Five Asian countries could join China as targets for the H7N9 bird flu virus that has claimed about a hundred lives since it erupted in March 2013, scientists said Tuesday.

Parts of Bangladesh, India, Indonesia, the Philippines and Vietnam are at risk because, like China, they have live bird markets in densely-populated areas, the team said.

Places potentially at risk include urban centres on the coast of east and southeast China where H7N9 has not been reported; parts of the Bengal regions of Bangladesh and India; Vietnam's Red River and Mekong deltas; and isolated areas of Indonesia and the Philippines.

A map published in the journal Nature Communications, seeks to provide watchdogs with a tool to identify H7N9's possible flare points.

H7N9 is the second bird virus alongside H5N1 to have emerged in recent years through live markets, where traders and shoppers come in close contact with infected chickens and ducks.

H5N1 is far more dangerous for humans than H7N9 but its spread through birds is more easily detectable, as poultry usually show signs of being sick from it.

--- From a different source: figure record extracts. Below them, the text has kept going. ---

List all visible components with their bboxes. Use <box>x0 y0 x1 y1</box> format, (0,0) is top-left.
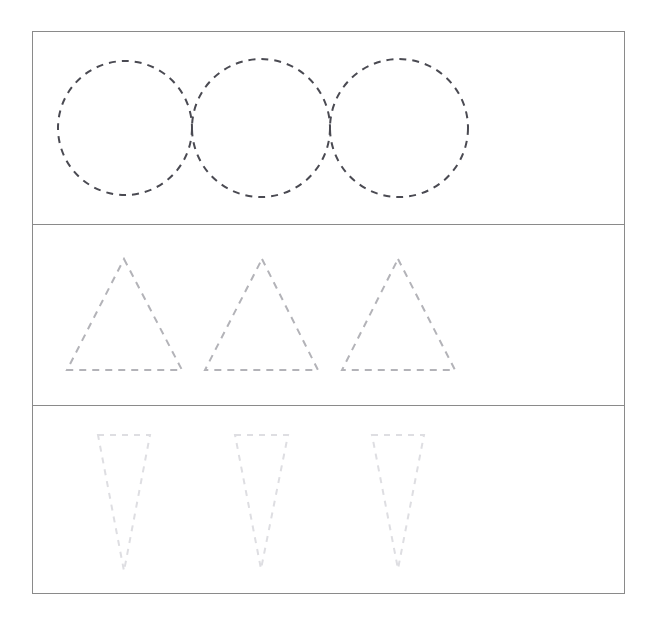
row-circles <box>33 32 624 224</box>
row-inverted-triangles <box>33 406 624 594</box>
row-triangles <box>33 225 624 405</box>
tracing-worksheet <box>0 0 658 617</box>
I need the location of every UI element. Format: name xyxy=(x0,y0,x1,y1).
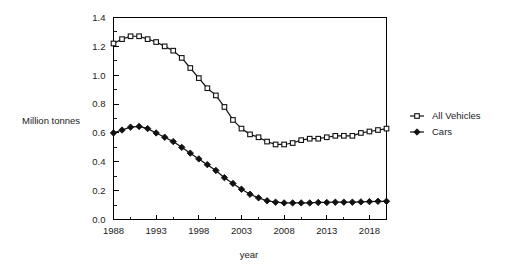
data-point-marker-filled-diamond xyxy=(289,200,295,206)
legend-label: All Vehicles xyxy=(432,110,481,121)
line-chart: 0.00.20.40.60.81.01.21.4 198819931998200… xyxy=(0,0,518,269)
series-line xyxy=(114,36,387,144)
data-point-marker-open-square xyxy=(248,132,253,137)
x-axis-ticks: 1988199319982003200820132018 xyxy=(103,215,380,236)
data-point-marker-open-square xyxy=(256,135,261,140)
y-tick-label: 1.4 xyxy=(92,12,105,23)
data-point-marker-open-square xyxy=(214,93,219,98)
data-point-marker-open-square xyxy=(316,136,321,141)
data-point-marker-filled-diamond xyxy=(315,199,321,205)
data-point-marker-open-square xyxy=(324,135,329,140)
data-point-marker-open-square xyxy=(128,34,133,39)
data-point-marker-filled-diamond xyxy=(414,129,420,135)
data-point-marker-open-square xyxy=(205,86,210,91)
y-tick-label: 0.4 xyxy=(92,156,105,167)
data-point-marker-open-square xyxy=(162,44,167,49)
data-point-marker-open-square xyxy=(333,134,338,139)
data-point-marker-open-square xyxy=(179,56,184,61)
x-axis-title: year xyxy=(240,249,258,260)
data-point-marker-open-square xyxy=(171,48,176,53)
data-point-marker-open-square xyxy=(197,76,202,81)
data-point-marker-filled-diamond xyxy=(383,198,389,204)
data-point-marker-filled-diamond xyxy=(324,199,330,205)
chart-figure: 0.00.20.40.60.81.01.21.4 198819931998200… xyxy=(0,0,518,269)
data-point-marker-open-square xyxy=(367,129,372,134)
chart-legend: All VehiclesCars xyxy=(410,110,481,137)
data-point-marker-filled-diamond xyxy=(272,199,278,205)
data-point-marker-open-square xyxy=(137,34,142,39)
data-point-marker-filled-diamond xyxy=(153,130,159,136)
y-tick-label: 1.2 xyxy=(92,41,105,52)
legend-item-all-vehicles[interactable]: All Vehicles xyxy=(410,110,481,121)
y-axis-title: Million tonnes xyxy=(22,115,80,126)
data-point-marker-filled-diamond xyxy=(204,161,210,167)
data-point-marker-filled-diamond xyxy=(264,198,270,204)
y-tick-label: 0.8 xyxy=(92,98,105,109)
x-tick-label: 2008 xyxy=(274,225,295,236)
data-point-marker-filled-diamond xyxy=(298,200,304,206)
data-point-marker-open-square xyxy=(359,131,364,136)
data-point-marker-filled-diamond xyxy=(161,134,167,140)
data-point-marker-filled-diamond xyxy=(230,180,236,186)
data-point-marker-filled-diamond xyxy=(307,200,313,206)
data-point-marker-filled-diamond xyxy=(366,198,372,204)
data-point-marker-open-square xyxy=(350,134,355,139)
data-point-marker-filled-diamond xyxy=(110,130,116,136)
data-point-marker-open-square xyxy=(299,138,304,143)
data-series-layer xyxy=(110,34,389,206)
data-point-marker-open-square xyxy=(120,37,125,42)
data-point-marker-open-square xyxy=(384,126,389,131)
data-point-marker-open-square xyxy=(154,40,159,45)
y-tick-label: 0.6 xyxy=(92,127,105,138)
data-point-marker-filled-diamond xyxy=(375,198,381,204)
data-point-marker-open-square xyxy=(188,66,193,71)
data-point-marker-filled-diamond xyxy=(358,199,364,205)
data-point-marker-filled-diamond xyxy=(332,199,338,205)
data-point-marker-filled-diamond xyxy=(255,195,261,201)
data-point-marker-open-square xyxy=(376,128,381,133)
data-point-marker-open-square xyxy=(265,139,270,144)
series-all-vehicles xyxy=(111,34,389,147)
data-point-marker-open-square xyxy=(273,142,278,147)
y-tick-label: 1.0 xyxy=(92,70,105,81)
data-point-marker-open-square xyxy=(111,41,116,46)
data-point-marker-filled-diamond xyxy=(281,200,287,206)
data-point-marker-open-square xyxy=(415,114,420,119)
data-point-marker-open-square xyxy=(307,136,312,141)
x-tick-label: 2003 xyxy=(231,225,252,236)
data-point-marker-filled-diamond xyxy=(119,127,125,133)
data-point-marker-open-square xyxy=(231,118,236,123)
data-point-marker-filled-diamond xyxy=(349,199,355,205)
y-tick-label: 0.2 xyxy=(92,185,105,196)
data-point-marker-open-square xyxy=(222,105,227,110)
legend-label: Cars xyxy=(432,126,452,137)
x-tick-label: 1993 xyxy=(146,225,167,236)
plot-frame xyxy=(114,18,387,220)
data-point-marker-filled-diamond xyxy=(247,191,253,197)
data-point-marker-open-square xyxy=(239,126,244,131)
y-tick-label: 0.0 xyxy=(92,214,105,225)
data-point-marker-filled-diamond xyxy=(136,123,142,129)
x-tick-label: 2018 xyxy=(359,225,380,236)
legend-item-cars[interactable]: Cars xyxy=(410,126,452,137)
data-point-marker-open-square xyxy=(342,134,347,139)
data-point-marker-filled-diamond xyxy=(127,124,133,130)
data-point-marker-open-square xyxy=(290,141,295,146)
x-tick-label: 1998 xyxy=(188,225,209,236)
x-tick-label: 2013 xyxy=(316,225,337,236)
data-point-marker-filled-diamond xyxy=(144,125,150,131)
data-point-marker-open-square xyxy=(145,37,150,42)
data-point-marker-filled-diamond xyxy=(341,199,347,205)
x-tick-label: 1988 xyxy=(103,225,124,236)
data-point-marker-open-square xyxy=(282,142,287,147)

H7N9 can be asymptomatic in birds, meaning the animals may show no sign of illness.

"The slow geographical expansion of the reported H7N9 cases in the central and southern provinces of China indicates that despite remarkably strict control efforts, H7N9 is difficult to contain along poultry market chains," the study warned.

It "may spread beyond the distribution indicated by the human cases which have thus far been reported."

The study was led by scientists at the Free University of Brussels, the International Livestock Research Institute, Oxford University and the Chinese Centre for Disease Control and Prevention.

Looking at the evidence from northeastern China, where chicken production is intensive, the researchers said industrial-scale farms were unlikely to have played a significant role in spreading H7N9 there.

This backs previous research that smaller farms, where domestic fowl are likelier to come into contact with wild birds, and trading in infected poultry at local markets were major channels for spreading the virus.

H7N9 initially ignited fears that it could mutate to become easily transmissible between people, which might lead to a global pandemic.

But Chinese officials and the World Health Organisation (WHO) say there is no evidence of sustained human-to-human transmission, despite sporadic cases among members of the same family.